Notes
Slide Show
Outline
1
"Looking at Copyright Law as..."
  •  Looking at Copyright Law as a
        •    Computer Scientist
        •    Consumer
        •    Teacher of an E-Commerce Course


  • Joan Feigenbaum
  • http://www.cs.yale.edu/~jf
  • February 2003
2
Content-Distribution
System Specification
  • Part of the spec should be “enforce copyright law” (or at least “obey copyright law”).
  • In US Copyright Law
    • Owners are given (fairly) well defined rights
    • Users are given “exceptions” to owners’ rights.

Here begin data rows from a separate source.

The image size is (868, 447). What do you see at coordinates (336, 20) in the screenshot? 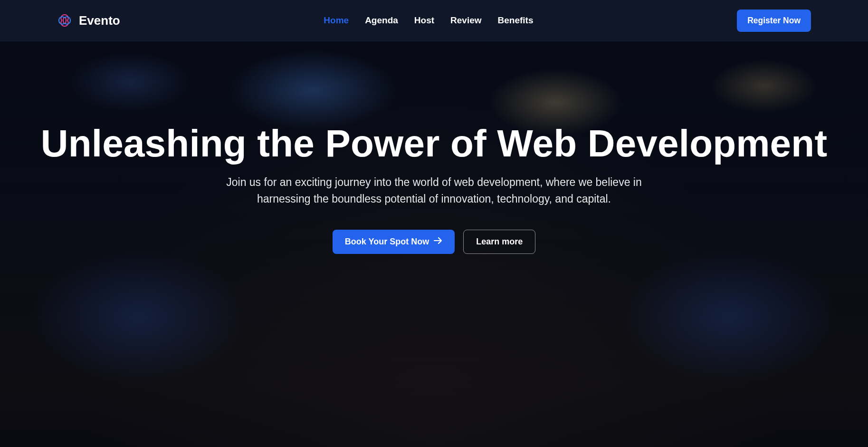
I see `nav-item-home: Home` at bounding box center [336, 20].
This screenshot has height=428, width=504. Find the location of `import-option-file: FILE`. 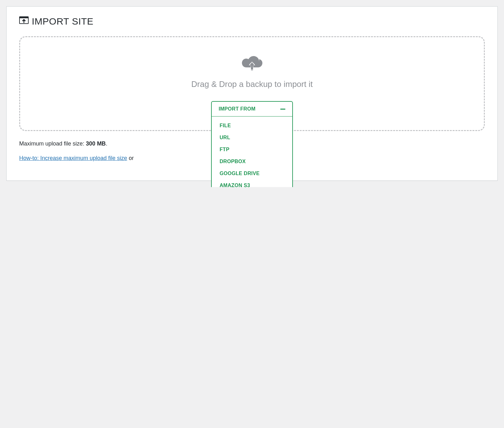

import-option-file: FILE is located at coordinates (252, 126).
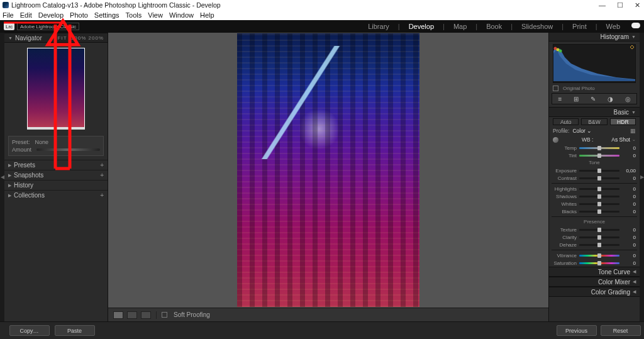 This screenshot has height=339, width=644. Describe the element at coordinates (594, 230) in the screenshot. I see `slider-texture: Texture0` at that location.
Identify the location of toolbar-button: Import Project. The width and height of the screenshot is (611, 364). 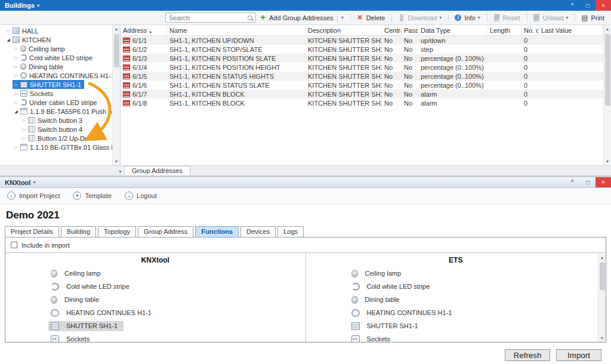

  • This is no way to specify a system!
  • Need affirmative, direct specification of what users are allowed to do.
3
What if Someone Builds a Good TPS?
  • Lots of clever arguments in favor of
    • Users’ rights to reverse engineer
    • Users’ rights to circumvent
  • These arguments are correct but insufficient
    • As system engineering (see “specification” slide)
    • As a philosophical position: If fair use is a part of the copyright bargain, one should not have to hack around a TPS to make fair use.
    • As protection against ever-expanding rights of owners: What if someone builds a TPS that can’t be hacked?
4
Content-Distribution
System Engineering
  • “Fair use analysis therefore requires a fact intensive, case-by-case approach.” [Mulligan and Burstein 2002]
  • This is no way to engineer a mass-market system!
  • Need to be able to recognize the typical, vast majority of fair uses extremely efficiently and permit them.
  • Note that, in the analog content-distribution world, the vast majority of fair uses are non-controversial.
5
The Way Forward
  • “The best TPS is a Great Business Model.”  [Lacy, Maher, and Snyder 1997]
  • Use technology to do what it does naturally.
  • An Internet content-distribution business should benefit from uncontrolled copying and redistribution.